Homes in subdivision sink as hill collapses
LAKEPORT, Calif. — Scott and Robin Spivey had a feeling that something was wrong when cracks began snaking across their walls in March.
The cracks soon turned into gaping fractures, and within two weeks their 600-square-foot garage broke from the house and the entire property — manicured lawn and all — dropped 10 feet below the street.
It wasn’t long before the houses on both sides collapsed in the Spiveys’ neighborhood in Lake County, about 100 miles north of San Francisco.
Eight homes are now abandoned and 10 more are under notice of imminent evacuation as a hilltop with sweeping vistas of Clear Lake and the Mount Konocti volcano swallows the subdivision built 30 years ago.
Unlike sinkholes of Florida that gobble homes in an instant, this collapse in volcanic country can move many feet one day and a fraction of an inch the next.
Officials believe water that has bubbled to the surface is playing a role in the destruction. But nobody can explain why suddenly there is plentiful water atop the hill in a county with groundwater shortages.
“We have a dormant volcano, and I’m certain a lot of things that happen here (in Lake County) are a result of that, but we don’t know about this,” said Scott De Leon, county public works director.
While some of the subdivision movement is occurring on shallow fill, De Leon said a geologist has warned that the ground could be compromised down to bedrock 25 feet below.
“Considering this is a low-rainfall year and the fact it’s letting go now after all of these years, and the magnitude that it’s letting go, well, it’s pretty monumental,” De Leon said.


The answer must be an exact copy of the lines from the one with "At what (x,y)" through the final line below, with no pictures and nothing else.

[[ Input material open ]]

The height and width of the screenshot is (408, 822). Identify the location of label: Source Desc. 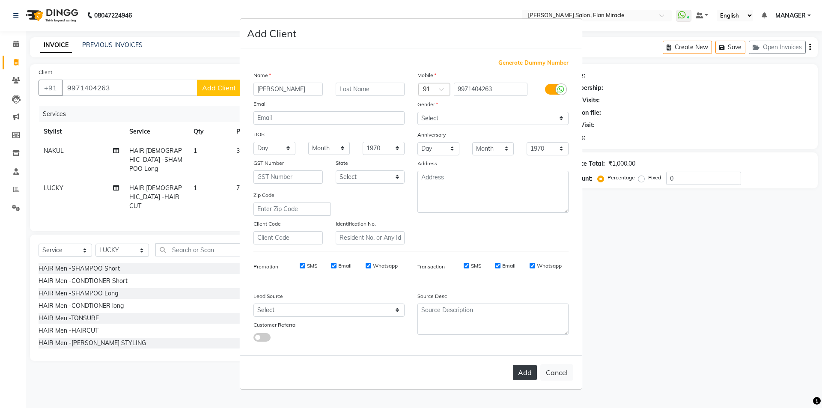
(432, 296).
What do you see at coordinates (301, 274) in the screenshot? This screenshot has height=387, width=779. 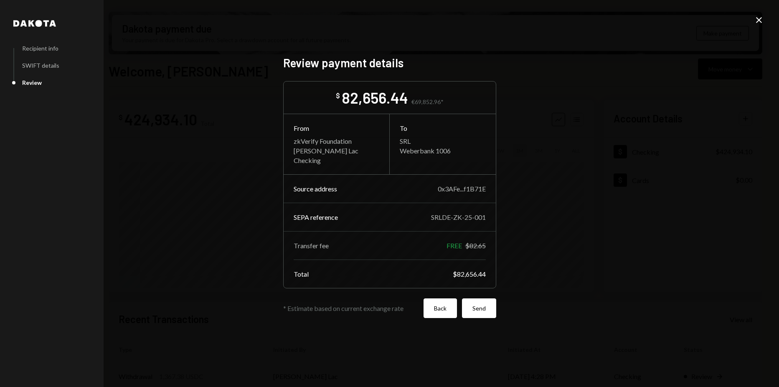 I see `div: Total` at bounding box center [301, 274].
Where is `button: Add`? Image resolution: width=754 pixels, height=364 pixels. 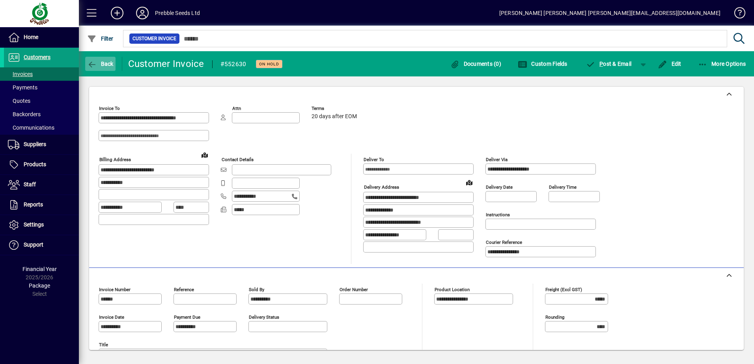 button: Add is located at coordinates (117, 13).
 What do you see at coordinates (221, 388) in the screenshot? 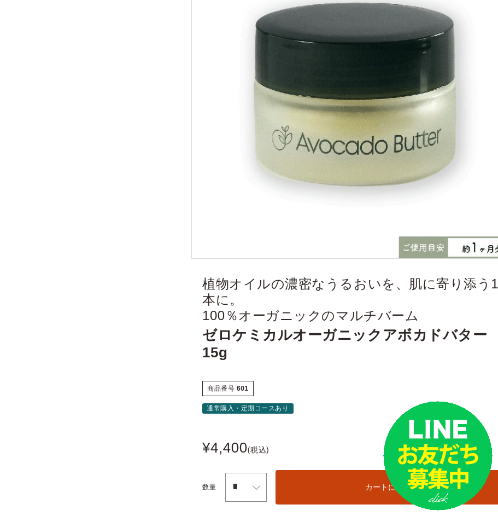
I see `span: 商品番号` at bounding box center [221, 388].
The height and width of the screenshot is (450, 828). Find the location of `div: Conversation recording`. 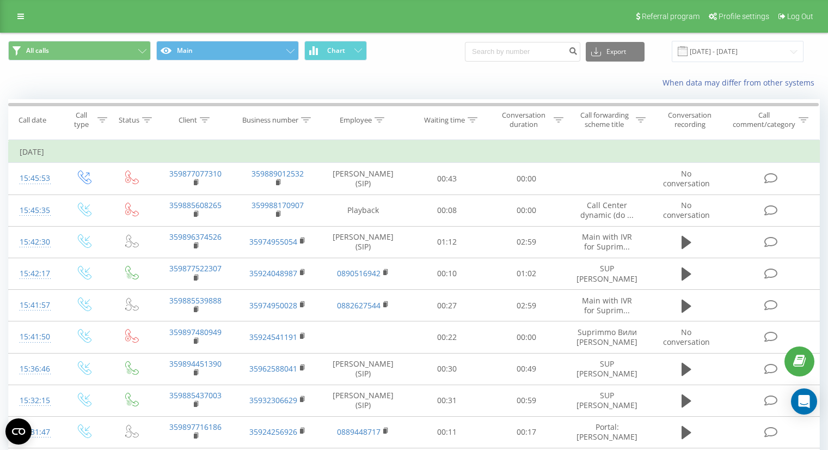

div: Conversation recording is located at coordinates (690, 120).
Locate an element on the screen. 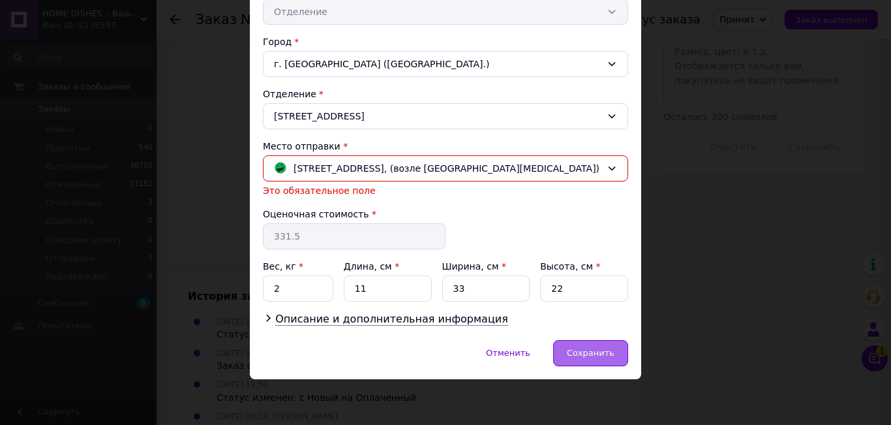  label: Вес, кг is located at coordinates (283, 266).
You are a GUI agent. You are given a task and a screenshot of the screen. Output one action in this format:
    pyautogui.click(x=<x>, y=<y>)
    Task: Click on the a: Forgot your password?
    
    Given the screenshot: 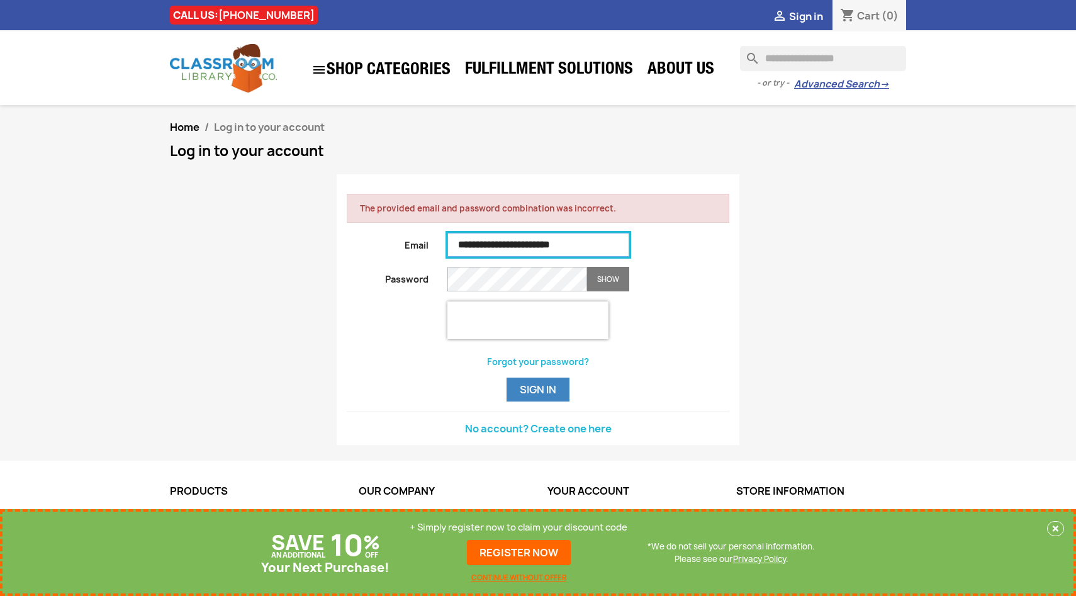 What is the action you would take?
    pyautogui.click(x=538, y=361)
    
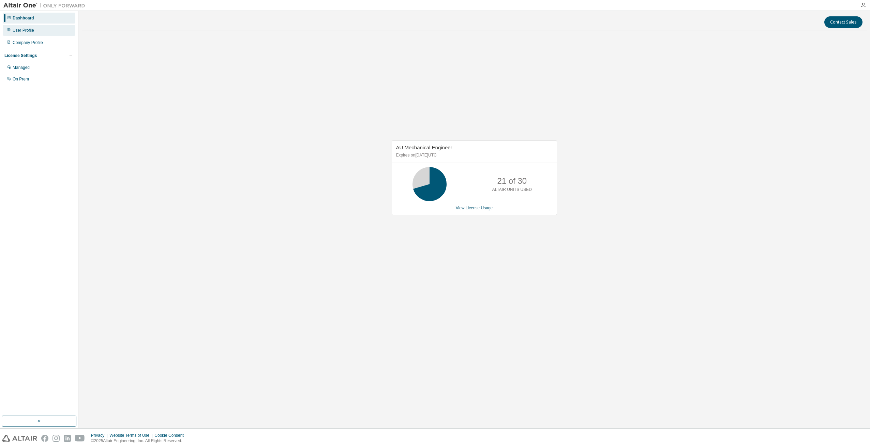  What do you see at coordinates (474, 208) in the screenshot?
I see `a: View License Usage` at bounding box center [474, 208].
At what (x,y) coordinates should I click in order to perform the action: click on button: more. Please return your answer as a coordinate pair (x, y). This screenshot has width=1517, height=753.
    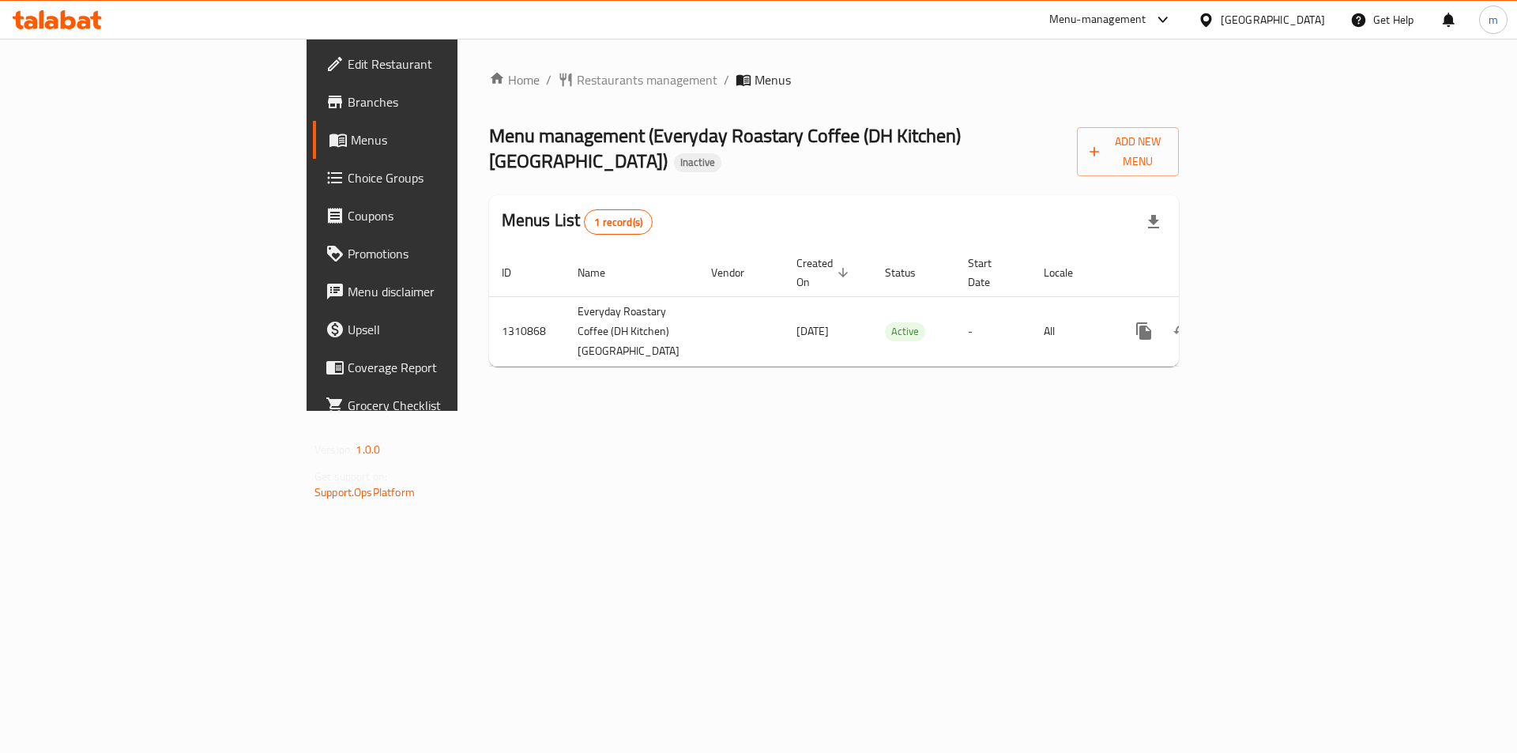
    Looking at the image, I should click on (1144, 331).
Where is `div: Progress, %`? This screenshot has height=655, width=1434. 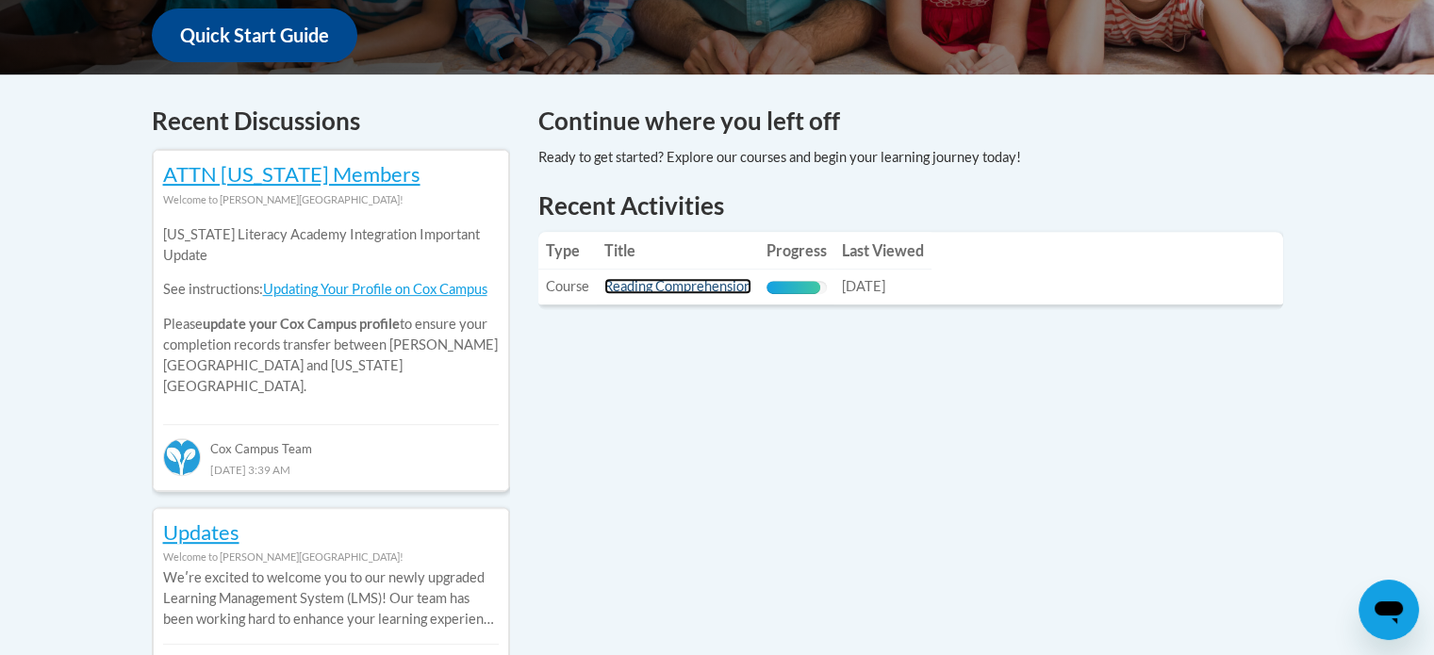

[[ Input material closed ]]

§ **Expected answer**:
At what (x,y) coordinates should I click in order to perform the action: click on button: more. Please return your answer as a coordinate pair (x, y). This screenshot has width=1517, height=753.
    Looking at the image, I should click on (1144, 331).
Where is `div: Progress, %`? This screenshot has height=655, width=1434. 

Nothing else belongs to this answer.